Today’s column is written by Rémi Lemonnier, co-founder at Scibids.

Machine learning (ML) is a very trendy term, raising huge expectations on one end and creating fantastic fears on the other.

Even if there is a lot of “ML-washing” among the ad tech industry, there is no doubt that it is and will continue reshaping the digital advertising ecosystem. A recent ​Juniper Research study predicted machine-learning algorithms would generate some $42 billion in annual ad spend by 2021, up from an estimated $3.5 billion in 2016.

Following the steps of quantitative finance, real-time bidding is transitioning from a manual data analysis domain to a purely mathematical one. I am not referring to single cost-per-click or cost-per-action optimization at the campaign level, but holistic solutions that will take into account multiple KPIs and media plan constraints for a given advertiser.
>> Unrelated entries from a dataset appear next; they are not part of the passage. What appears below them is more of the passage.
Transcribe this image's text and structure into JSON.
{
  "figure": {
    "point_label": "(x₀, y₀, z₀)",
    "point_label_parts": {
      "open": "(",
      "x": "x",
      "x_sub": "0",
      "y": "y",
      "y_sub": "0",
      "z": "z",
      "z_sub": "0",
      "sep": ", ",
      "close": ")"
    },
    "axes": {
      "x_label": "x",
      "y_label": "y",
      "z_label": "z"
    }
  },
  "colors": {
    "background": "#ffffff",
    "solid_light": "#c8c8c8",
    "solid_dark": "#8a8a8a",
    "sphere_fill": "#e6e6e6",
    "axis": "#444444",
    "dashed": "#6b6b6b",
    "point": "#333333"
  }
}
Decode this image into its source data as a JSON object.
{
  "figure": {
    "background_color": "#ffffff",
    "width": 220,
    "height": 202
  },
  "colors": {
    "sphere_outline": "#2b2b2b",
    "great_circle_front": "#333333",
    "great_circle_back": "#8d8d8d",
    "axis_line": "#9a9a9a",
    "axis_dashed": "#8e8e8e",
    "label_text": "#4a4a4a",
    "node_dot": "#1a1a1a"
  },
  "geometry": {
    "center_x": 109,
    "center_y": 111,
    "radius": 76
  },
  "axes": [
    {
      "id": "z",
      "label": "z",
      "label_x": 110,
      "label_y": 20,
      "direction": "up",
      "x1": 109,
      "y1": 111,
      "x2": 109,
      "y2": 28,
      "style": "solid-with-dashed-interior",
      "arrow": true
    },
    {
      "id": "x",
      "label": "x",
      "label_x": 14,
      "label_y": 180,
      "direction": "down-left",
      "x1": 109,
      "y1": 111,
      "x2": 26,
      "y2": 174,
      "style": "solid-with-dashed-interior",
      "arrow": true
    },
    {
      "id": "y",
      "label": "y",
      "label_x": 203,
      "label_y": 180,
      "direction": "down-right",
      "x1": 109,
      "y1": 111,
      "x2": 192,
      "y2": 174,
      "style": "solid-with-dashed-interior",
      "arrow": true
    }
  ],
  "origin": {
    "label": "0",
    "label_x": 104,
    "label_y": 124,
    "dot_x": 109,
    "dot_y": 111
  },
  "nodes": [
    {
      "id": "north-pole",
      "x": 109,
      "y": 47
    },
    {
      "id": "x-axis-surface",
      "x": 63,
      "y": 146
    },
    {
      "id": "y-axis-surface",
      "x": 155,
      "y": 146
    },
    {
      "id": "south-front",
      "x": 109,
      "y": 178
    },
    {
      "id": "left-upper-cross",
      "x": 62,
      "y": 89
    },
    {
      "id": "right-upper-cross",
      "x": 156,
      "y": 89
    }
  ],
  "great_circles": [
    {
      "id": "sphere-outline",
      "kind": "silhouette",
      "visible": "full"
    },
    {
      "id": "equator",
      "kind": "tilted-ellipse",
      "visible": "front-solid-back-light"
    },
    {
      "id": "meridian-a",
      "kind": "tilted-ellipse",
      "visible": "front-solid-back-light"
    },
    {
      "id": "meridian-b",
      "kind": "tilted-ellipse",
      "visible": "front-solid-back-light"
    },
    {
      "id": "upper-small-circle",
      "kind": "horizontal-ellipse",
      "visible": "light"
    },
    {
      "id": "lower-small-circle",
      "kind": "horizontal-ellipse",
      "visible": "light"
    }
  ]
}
Add on top of that first-price auctions, header bidding and generalization of complex multitouch attribution models and we have the germs of a revolution. Here’s how to avoid becoming the next Marie Antoinette.
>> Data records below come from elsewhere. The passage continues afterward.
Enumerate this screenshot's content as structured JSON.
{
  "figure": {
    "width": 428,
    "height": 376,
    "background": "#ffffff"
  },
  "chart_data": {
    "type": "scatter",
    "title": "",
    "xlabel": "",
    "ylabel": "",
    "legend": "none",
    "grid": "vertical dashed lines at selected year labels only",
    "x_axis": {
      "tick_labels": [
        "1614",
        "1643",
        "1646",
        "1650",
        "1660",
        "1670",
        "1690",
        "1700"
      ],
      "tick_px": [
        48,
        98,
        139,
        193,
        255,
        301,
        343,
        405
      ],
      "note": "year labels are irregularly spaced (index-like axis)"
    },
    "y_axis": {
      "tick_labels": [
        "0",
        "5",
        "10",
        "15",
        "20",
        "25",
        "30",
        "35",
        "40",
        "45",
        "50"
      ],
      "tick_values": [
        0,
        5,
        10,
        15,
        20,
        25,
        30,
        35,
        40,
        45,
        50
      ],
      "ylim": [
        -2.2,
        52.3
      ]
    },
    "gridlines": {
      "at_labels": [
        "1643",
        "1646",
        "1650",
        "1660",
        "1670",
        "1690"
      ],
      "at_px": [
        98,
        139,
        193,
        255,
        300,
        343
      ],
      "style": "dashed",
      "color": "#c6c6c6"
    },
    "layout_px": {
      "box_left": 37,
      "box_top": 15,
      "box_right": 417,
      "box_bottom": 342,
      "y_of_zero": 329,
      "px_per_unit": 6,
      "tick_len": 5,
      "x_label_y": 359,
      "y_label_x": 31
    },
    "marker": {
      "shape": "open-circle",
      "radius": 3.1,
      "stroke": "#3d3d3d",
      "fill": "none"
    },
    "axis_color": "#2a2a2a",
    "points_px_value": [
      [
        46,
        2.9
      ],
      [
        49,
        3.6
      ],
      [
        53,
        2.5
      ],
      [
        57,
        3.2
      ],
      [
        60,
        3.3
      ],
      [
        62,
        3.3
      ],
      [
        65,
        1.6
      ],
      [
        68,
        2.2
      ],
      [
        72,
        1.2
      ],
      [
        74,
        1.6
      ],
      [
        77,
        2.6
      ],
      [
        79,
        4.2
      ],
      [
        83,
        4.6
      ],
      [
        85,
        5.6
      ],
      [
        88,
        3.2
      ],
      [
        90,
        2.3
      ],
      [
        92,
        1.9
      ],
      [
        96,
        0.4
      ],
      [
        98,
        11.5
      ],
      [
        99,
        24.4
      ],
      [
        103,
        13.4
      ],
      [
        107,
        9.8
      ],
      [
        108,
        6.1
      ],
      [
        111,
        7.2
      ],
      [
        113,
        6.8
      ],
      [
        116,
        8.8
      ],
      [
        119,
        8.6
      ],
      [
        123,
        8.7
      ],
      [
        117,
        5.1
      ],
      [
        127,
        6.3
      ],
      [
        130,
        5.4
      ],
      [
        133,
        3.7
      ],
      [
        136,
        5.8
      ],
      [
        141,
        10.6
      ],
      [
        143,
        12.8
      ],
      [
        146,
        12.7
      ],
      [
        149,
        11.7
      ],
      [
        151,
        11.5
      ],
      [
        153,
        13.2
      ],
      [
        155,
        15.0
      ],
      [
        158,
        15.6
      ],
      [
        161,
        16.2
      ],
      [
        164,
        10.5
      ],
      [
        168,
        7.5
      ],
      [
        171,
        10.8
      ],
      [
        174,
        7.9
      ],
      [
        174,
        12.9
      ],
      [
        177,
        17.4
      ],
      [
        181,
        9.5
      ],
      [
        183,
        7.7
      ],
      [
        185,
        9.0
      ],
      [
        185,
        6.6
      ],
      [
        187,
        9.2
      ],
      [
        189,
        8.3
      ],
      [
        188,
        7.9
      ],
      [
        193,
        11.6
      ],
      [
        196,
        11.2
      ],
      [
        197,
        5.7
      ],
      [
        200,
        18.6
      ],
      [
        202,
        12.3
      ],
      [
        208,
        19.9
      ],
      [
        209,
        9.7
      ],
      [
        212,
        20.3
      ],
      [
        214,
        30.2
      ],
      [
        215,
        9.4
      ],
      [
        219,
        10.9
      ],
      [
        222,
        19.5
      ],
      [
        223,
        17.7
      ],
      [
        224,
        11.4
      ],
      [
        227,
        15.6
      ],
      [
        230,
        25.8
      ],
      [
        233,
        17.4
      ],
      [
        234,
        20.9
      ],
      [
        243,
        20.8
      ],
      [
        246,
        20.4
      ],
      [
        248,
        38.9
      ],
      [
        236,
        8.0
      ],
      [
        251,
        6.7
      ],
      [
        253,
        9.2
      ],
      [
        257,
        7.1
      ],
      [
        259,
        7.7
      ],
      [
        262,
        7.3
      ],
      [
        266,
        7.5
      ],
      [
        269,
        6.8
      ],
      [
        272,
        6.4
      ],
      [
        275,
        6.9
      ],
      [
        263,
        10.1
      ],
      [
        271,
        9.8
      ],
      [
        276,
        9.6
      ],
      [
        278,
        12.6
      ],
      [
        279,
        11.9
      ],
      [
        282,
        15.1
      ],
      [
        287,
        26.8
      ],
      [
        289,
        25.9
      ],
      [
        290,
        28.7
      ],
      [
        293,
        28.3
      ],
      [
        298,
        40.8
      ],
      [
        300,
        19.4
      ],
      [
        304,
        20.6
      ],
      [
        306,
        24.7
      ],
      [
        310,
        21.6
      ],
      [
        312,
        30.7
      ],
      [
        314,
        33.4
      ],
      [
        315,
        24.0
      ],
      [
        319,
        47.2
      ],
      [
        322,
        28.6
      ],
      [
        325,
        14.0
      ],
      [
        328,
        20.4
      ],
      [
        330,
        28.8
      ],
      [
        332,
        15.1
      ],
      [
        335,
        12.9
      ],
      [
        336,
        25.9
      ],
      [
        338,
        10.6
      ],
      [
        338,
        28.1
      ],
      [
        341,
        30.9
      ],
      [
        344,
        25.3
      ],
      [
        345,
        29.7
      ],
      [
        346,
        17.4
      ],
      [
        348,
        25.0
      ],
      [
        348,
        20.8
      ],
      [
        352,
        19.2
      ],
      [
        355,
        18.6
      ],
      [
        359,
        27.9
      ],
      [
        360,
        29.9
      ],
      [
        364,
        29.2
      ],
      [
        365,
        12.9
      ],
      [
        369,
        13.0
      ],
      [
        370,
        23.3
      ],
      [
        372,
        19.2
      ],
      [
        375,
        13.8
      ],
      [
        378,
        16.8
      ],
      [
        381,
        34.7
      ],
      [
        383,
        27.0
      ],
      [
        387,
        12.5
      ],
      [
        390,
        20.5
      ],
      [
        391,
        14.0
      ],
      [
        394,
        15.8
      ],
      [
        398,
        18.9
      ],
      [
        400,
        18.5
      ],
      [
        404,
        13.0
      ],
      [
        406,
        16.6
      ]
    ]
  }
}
If you are a publisher, ​you will need to be selected for each campaign by the impartial algorithm – there will be no more guaranteed seats in the acquisition whitelist. Publishers that invest in impactful and viewable ad slots and enrich their bid requests with highly relevant data will concentrate the money flow, while others will see their revenues decrease. Anti-fraud algorithms will become more sophisticated, and black-hat players will get chopped off all major platforms.

If you are a data provider​, be prepared: Hand-picking data segments and targeting them in dedicated tactics will become obsolete. Each advertiser will have hundreds of data segments to choose from, and the algorithm will automatically define the value for each segment depending on the context.

Since algorithms will seamlessly reason in terms of total amount (media plus data) they can pay for an impression, data will have to be priced very carefully. Using ML to capture true real-time intent will be essential to thrive in this environment. Data providers struggling to demonstrate that their segments are significantly correlated to conversions will face serious difficulties.

If you are a trading desk, ​you will have to learn how to speak fluently to the algorithm to best translate your client needs in this new language. Only by understanding what is going on under the hood will you be able to guide the algorithm toward true performance. Forget, for instance, the long hours spent to manually blacklist the underperforming domains or geolocations; the algorithms will be much better than any human at identifying them.

Worse, those monovariable analyses will suboptimally reduce the number of available contexts. For instance, in the context of manual trading it is usually a good decision to stop campaigns between midnight and 6 a.m. But in an algo trading setting, that would degrade the overall performance by excluding the few night shoppers the algo would have been able to identify. Those who hang on manual bid optimization or don’t acquire a deep understanding of their new tools will ultimately lose a lot of budget.

All of this is a fundamentally good news for the industry, since advertisers will get more for their buck, which will translate into increased budget for programmatic players.